The investigators seized computer hard disks, account books and relevant documents from the offices and residences, which reportedly included the home of a senior financial manager.
The prosecutors are also tracking down bank accounts held by group officials and affiliates that were allegedly used for amassing the illegal money.
The Korea Financial Intelligence Unit, a state-run financial watchdog, recently detected suspicious money transactions and referred the case to the prosecution.
“Allegations raised against the firm so far have proven groundless. The company will fully cooperate with the prosecution in the investigation,” an official from the company said.
Running various businesses ranging from entertainment, bio-pharmacy to construction, the conglomerate has long been suspected of creating slush funds.
In 2007, the firm’s affiliate CJ Engineering and Construction was faced with charges of setting up illicit funds but the prosecution closed the case due to lack of solid evidence.
The firm was accused of inflating costs in a construction project and pocketing the difference.

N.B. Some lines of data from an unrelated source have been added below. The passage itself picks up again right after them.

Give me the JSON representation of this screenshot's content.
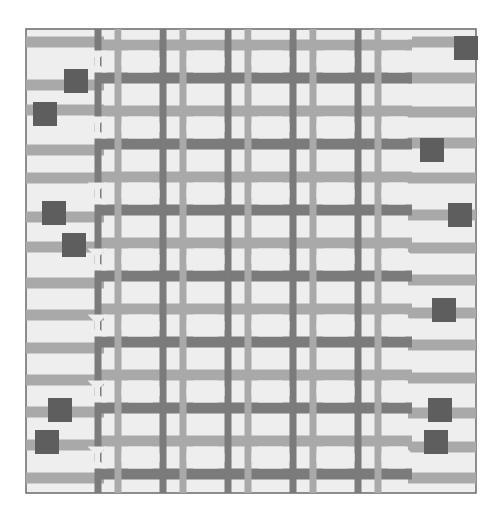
{
  "image": {
    "subject": "Quilt with interlocking octagon lattice and horizontal stripes",
    "colors": {
      "background": "#ffffff",
      "quilt_field": "#eeeeee",
      "light_band": "#a9a9a9",
      "dark_band": "#7b7b7b",
      "square_block": "#5e5e5e",
      "border_line": "#6a6a6a"
    }
  },
  "quilt": {
    "x": 26,
    "y": 29,
    "width": 450,
    "height": 464,
    "lattice": {
      "x0": 100,
      "x1": 412,
      "col_lines": [
        108,
        173,
        238,
        303,
        368
      ],
      "row_lines": [
        45,
        78,
        111,
        144,
        177,
        210,
        243,
        276,
        309,
        342,
        375,
        408,
        441,
        474
      ],
      "band_width": 11
    },
    "left_stripes_y": [
      42,
      85,
      110,
      150,
      178,
      217,
      247,
      283,
      315,
      348,
      380,
      412,
      445,
      478
    ],
    "right_stripes_y": [
      42,
      78,
      112,
      143,
      178,
      215,
      248,
      280,
      313,
      345,
      378,
      413,
      447,
      478
    ],
    "squares": [
      {
        "x": 64,
        "y": 69,
        "s": 24
      },
      {
        "x": 33,
        "y": 102,
        "s": 24
      },
      {
        "x": 42,
        "y": 201,
        "s": 24
      },
      {
        "x": 62,
        "y": 233,
        "s": 24
      },
      {
        "x": 454,
        "y": 36,
        "s": 24
      },
      {
        "x": 420,
        "y": 138,
        "s": 24
      },
      {
        "x": 448,
        "y": 203,
        "s": 24
      },
      {
        "x": 432,
        "y": 298,
        "s": 24
      },
      {
        "x": 48,
        "y": 398,
        "s": 24
      },
      {
        "x": 35,
        "y": 430,
        "s": 24
      },
      {
        "x": 428,
        "y": 398,
        "s": 24
      },
      {
        "x": 424,
        "y": 430,
        "s": 24
      }
    ]
  }
}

In a different case in 2008, prosecutors traced around 40 bank accounts of CJ Group’s executives believed to have formed slush funds.
The suspicions surfaced while they were investigating an accountant of the conglomerate in connection with a contract-murder attempt.
The accountant had loaned 18 billion won out of money he managed for CJ chairman Lee Jay-hyun to a swindler for investment purposes in 2007.
When the swindler threatened to disclose the source of the money, which he insisted was slush funds of chairman Lee, the CJ official was alleged to have hired a hit man to try to kill the blackmailer and recover his investment money back.
The total amount of money the official surnamed Lee kept on behalf of the chairman was said to have exceeded 50 billion won. The two Lees are not related.
The Supreme Court found the official of the firm not guilty in 2009.
CJ Group also bought art pieces worth around 142 billion won from Gallery Seomi, one of the most prominent art galleries in Korea, from 2001 to 2008, and was accused of using the art for slush funds at the time.
The company said the money for the purchase was inheritance from chairman Lee’s parents and that he paid all due taxes.